Familiar, yet unfamiliar, the place looked to Alaine. The little table still held the small black books; there was the big chair on its rollers; yonder the high-post bedsteads, yet the dim blue hangings had been exchanged for a soft yellow, with a delicate tracery of vine bordering them, and they were further finished by a knitted fringe. A coverlet of the same linen adorned the bed, and this, too, was embroidered. Two painted feather fans ornamented the mantel, and a hand-screen lay on the table near by. Throughout the room there was a dainty feminine touch visible which had not been so observable before. Alaine noticed, too, that one of the doors led to a room lately added. This she must see. There stood another high bed and a dressing-table decked with soft white draperies delicately embroidered.
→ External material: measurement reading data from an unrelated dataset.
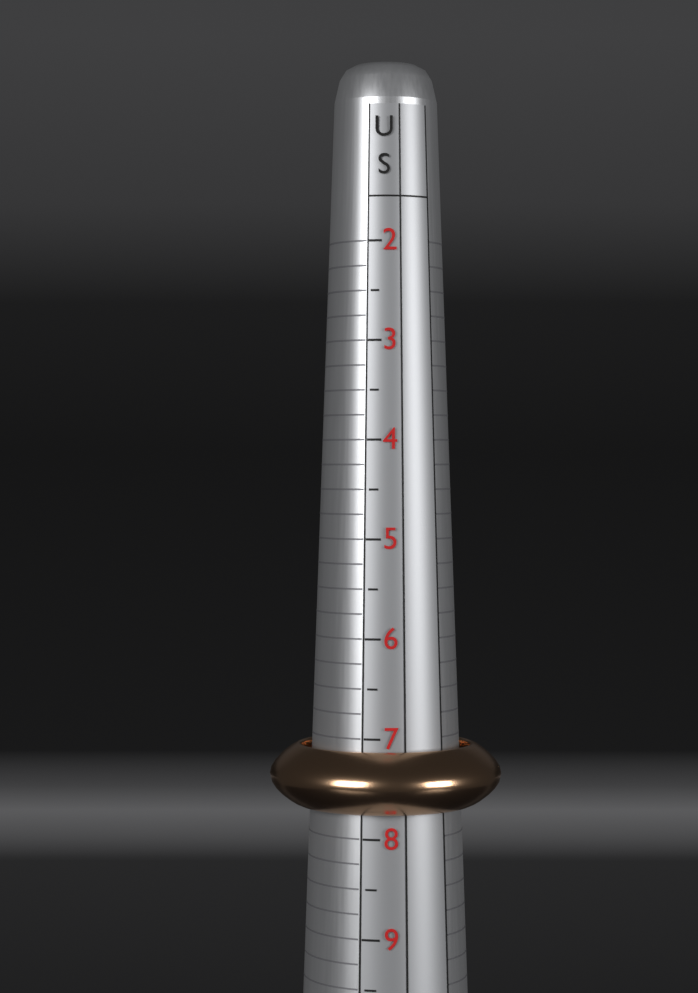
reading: 7.75 US
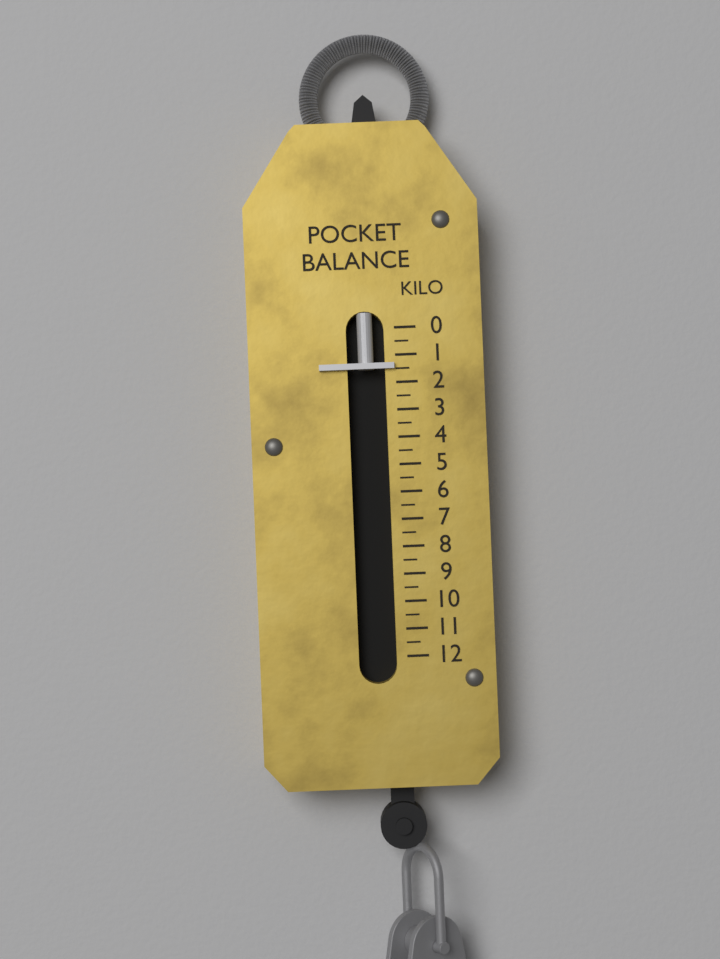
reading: 1.5 kg
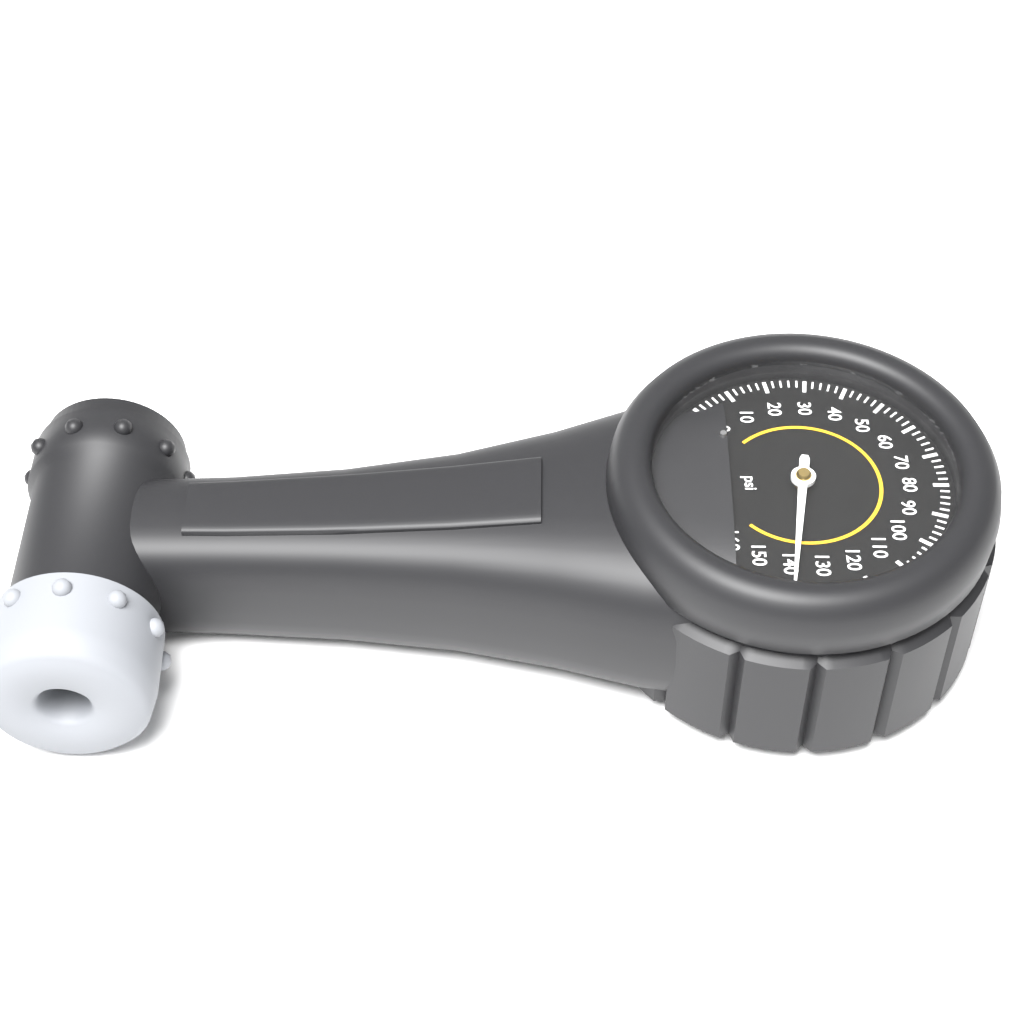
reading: 138 psi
She had not time to distinguish more, for a clatter of wooden shoes along the porch and a sound of voices scolding, protesting, laughing, proclaimed the coming of the Merciers. Michelle, in advance of the others, stopped short at sight of strangers, of Madam van der Deen and the sturdy Joachim; then she broke forth with a cry, “My child! My child! is it of her you bring me news? My little lost lamb?”
Alaine, half hidden by the curtains of the bed, sprang out. “Not lost, Michelle, dear Mère Michelle, but here, here! Look at me, see me, it is your own Alainette!”
Michelle turned to her husband for support “What shall I do? What shall I do? She has renounced her faith and her friends. She has become French,” and Michelle dropped upon a bench and covered her face with her hands.
Alaine knelt by her. “That she has not, Michelle. It was all a wicked lie meant to deceive you. I am still Alaine Mercier, your daughter and Papa Louis’s, if you will have it so. I have never returned to France. I have never become the wife of any one. I have never renounced my faith. Will you not welcome me again, Papa Louis and Gerard?”